We’ve made plans for our exit next Wednesday to Port-au-Prince, and on Thursday to the airport, and we have fun plans for this Friday night with a Building Goodness team.
We also have some guests coming this week, so we have some more hosting to do. And we’re working on some last projects, now that we’ve borrowed some tools.
But every night, as we sit in the salon, waiting for the generator to get turned on before we go to bed, we end up talking about what’s going to happen when we get home.
We wonder how we will adjust to being back, and what we want to do next.
Aunt Emily’s memorial service in Nashua, NH, will give us a chance right away to visit my dad in Pleasant Valley, NY. Thanksgiving and Christmas will follow close behind.
We’re looking forward to more volunteer work with Fiesta Cristiana and resuming bagpipe band activities.
But those activities will only allow us to put off the bigger questions of next careers until maybe January.
Jeff keeps mentioning the Half Time book by Bob Buford that he read a while back on Lance Youngquist’s recommendation. Buford suggests these questions – which look to me to be good ones no matter what stage of life:
- What am I really good at?
- What do I want to do?
- What is most important to me?
- What do I want to be remembered for?
- If my life were absolutely perfect, what would it look like?

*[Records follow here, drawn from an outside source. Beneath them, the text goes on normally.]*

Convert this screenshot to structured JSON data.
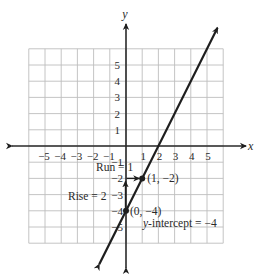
{
  "figure": {
    "axis_labels": {
      "x": "x",
      "y": "y"
    },
    "x_ticks": [
      "−5",
      "−4",
      "−3",
      "−2",
      "−1",
      "1",
      "2",
      "3",
      "4",
      "5"
    ],
    "x_tick_values": [
      -5,
      -4,
      -3,
      -2,
      -1,
      1,
      2,
      3,
      4,
      5
    ],
    "y_ticks_pos": [
      "5",
      "4",
      "3",
      "2",
      "1"
    ],
    "y_ticks_pos_values": [
      5,
      4,
      3,
      2,
      1
    ],
    "y_ticks_neg": [
      "−1",
      "−2",
      "−3",
      "−4",
      "−5"
    ],
    "y_ticks_neg_values": [
      -1,
      -2,
      -3,
      -4,
      -5
    ],
    "grid_range": {
      "x": [
        -6,
        6
      ],
      "y": [
        -6,
        6
      ]
    },
    "line": {
      "slope": 2,
      "intercept": -4,
      "equation": "y = 2x − 4"
    },
    "points": [
      {
        "x": 1,
        "y": -2,
        "label": "(1, −2)"
      },
      {
        "x": 0,
        "y": -4,
        "label": "(0, −4)"
      }
    ],
    "annotations": {
      "run": "Run = 1",
      "rise": "Rise = 2",
      "y_intercept_prefix": "y",
      "y_intercept_text": "-intercept = −4"
    }
  }
}
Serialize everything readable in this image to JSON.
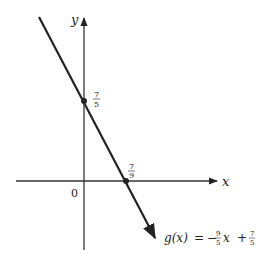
{
  "figure": {
    "axes": {
      "x_label": "x",
      "y_label": "y",
      "origin_label": "0"
    },
    "line": {
      "function_name": "g(x)",
      "equals": "=",
      "slope_sign": "−",
      "slope_num": "9",
      "slope_den": "5",
      "var": "x",
      "plus": "+",
      "intercept_num": "7",
      "intercept_den": "5"
    },
    "points": {
      "y_intercept": {
        "num": "7",
        "den": "5"
      },
      "x_intercept": {
        "num": "7",
        "den": "9"
      }
    },
    "colors": {
      "stroke": "#222222",
      "background": "#ffffff"
    }
  }
}
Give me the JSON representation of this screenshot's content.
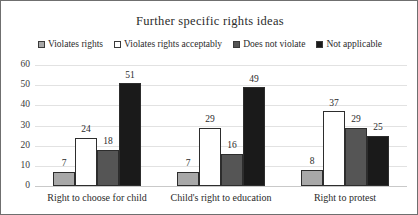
{
  "chart_data": {
    "type": "bar",
    "title": "Further specific rights ideas",
    "xlabel": "",
    "ylabel": "",
    "ylim": [
      0,
      60
    ],
    "yticks": [
      0,
      10,
      20,
      30,
      40,
      50,
      60
    ],
    "grid": true,
    "legend_position": "top",
    "categories": [
      "Right to choose for child",
      "Child's right to education",
      "Right to protest"
    ],
    "series": [
      {
        "name": "Violates rights",
        "color": "#a8a8a8",
        "values": [
          7,
          7,
          8
        ]
      },
      {
        "name": "Violates rights acceptably",
        "color": "#ffffff",
        "values": [
          24,
          29,
          37
        ]
      },
      {
        "name": "Does not violate",
        "color": "#555555",
        "values": [
          18,
          16,
          29
        ]
      },
      {
        "name": "Not applicable",
        "color": "#1a1a1a",
        "values": [
          51,
          49,
          25
        ]
      }
    ]
  }
}
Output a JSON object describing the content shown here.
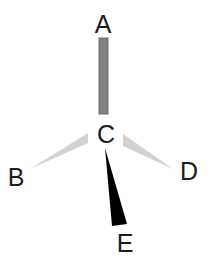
{
  "diagram": {
    "background_color": "#ffffff",
    "center_atom": {
      "label": "C",
      "x": 106,
      "y": 143,
      "text_x": 106,
      "text_y": 143
    },
    "labels": {
      "a": "A",
      "b": "B",
      "c": "C",
      "d": "D",
      "e": "E"
    },
    "label_positions": {
      "a": {
        "x": 103,
        "y": 33
      },
      "b": {
        "x": 16,
        "y": 186
      },
      "c": {
        "x": 106,
        "y": 143
      },
      "d": {
        "x": 189,
        "y": 180
      },
      "e": {
        "x": 125,
        "y": 252
      }
    },
    "bonds": [
      {
        "name": "bond-c-a",
        "from": "C",
        "to": "A",
        "style": "plain-bar",
        "color": "#808080",
        "edge_color": "#6e6e6e",
        "x": 99,
        "y": 38,
        "width": 9,
        "height": 76
      },
      {
        "name": "bond-c-b",
        "from": "C",
        "to": "B",
        "style": "hashed-wedge-light",
        "color": "#d2d2d2",
        "points": "88,133 88,143 30,169"
      },
      {
        "name": "bond-c-d",
        "from": "C",
        "to": "D",
        "style": "hashed-wedge-light",
        "color": "#d2d2d2",
        "points": "123,134 123,146 173,169"
      },
      {
        "name": "bond-c-e",
        "from": "C",
        "to": "E",
        "style": "solid-wedge-bold",
        "color": "#000000",
        "points": "105,148 112,226 127,224"
      }
    ],
    "colors": {
      "background": "#ffffff",
      "label_text": "#1c1c1c",
      "bar_gray": "#808080",
      "wedge_light_gray": "#d2d2d2",
      "wedge_black": "#000000"
    }
  }
}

This is a pretty challenging list, and I would add yet another question – What do we know about ourselves that we need to apply in the next situation?
When we first got here, we made a list of all the projects we needed to work on for the sake of FHM. We were pleased that the list was so long, over 50 items, because we had been worried that we wouldn’t have enough to do here.
So still in the list making mode, we’re making more lists, some of them only mental, others written down for future thinking.
We’re listing what we’ve learned about ourselves, what we’ve missed from home, what we will miss when we get back to Apex, what we found out we don’t need, what we need more of as we move forward. Even to have time and energy to make such lists is a privilege.
I was reading this morning that we as Americans not only have “freedom from” but also “freedom for.”
The latter may be our biggest blessing as we look forward to the next chapter.
We hope many of you will offer us advice and counsel as we search out the next adventure, the next big challenge, the next opportunity to serve, the next chance to explore the world.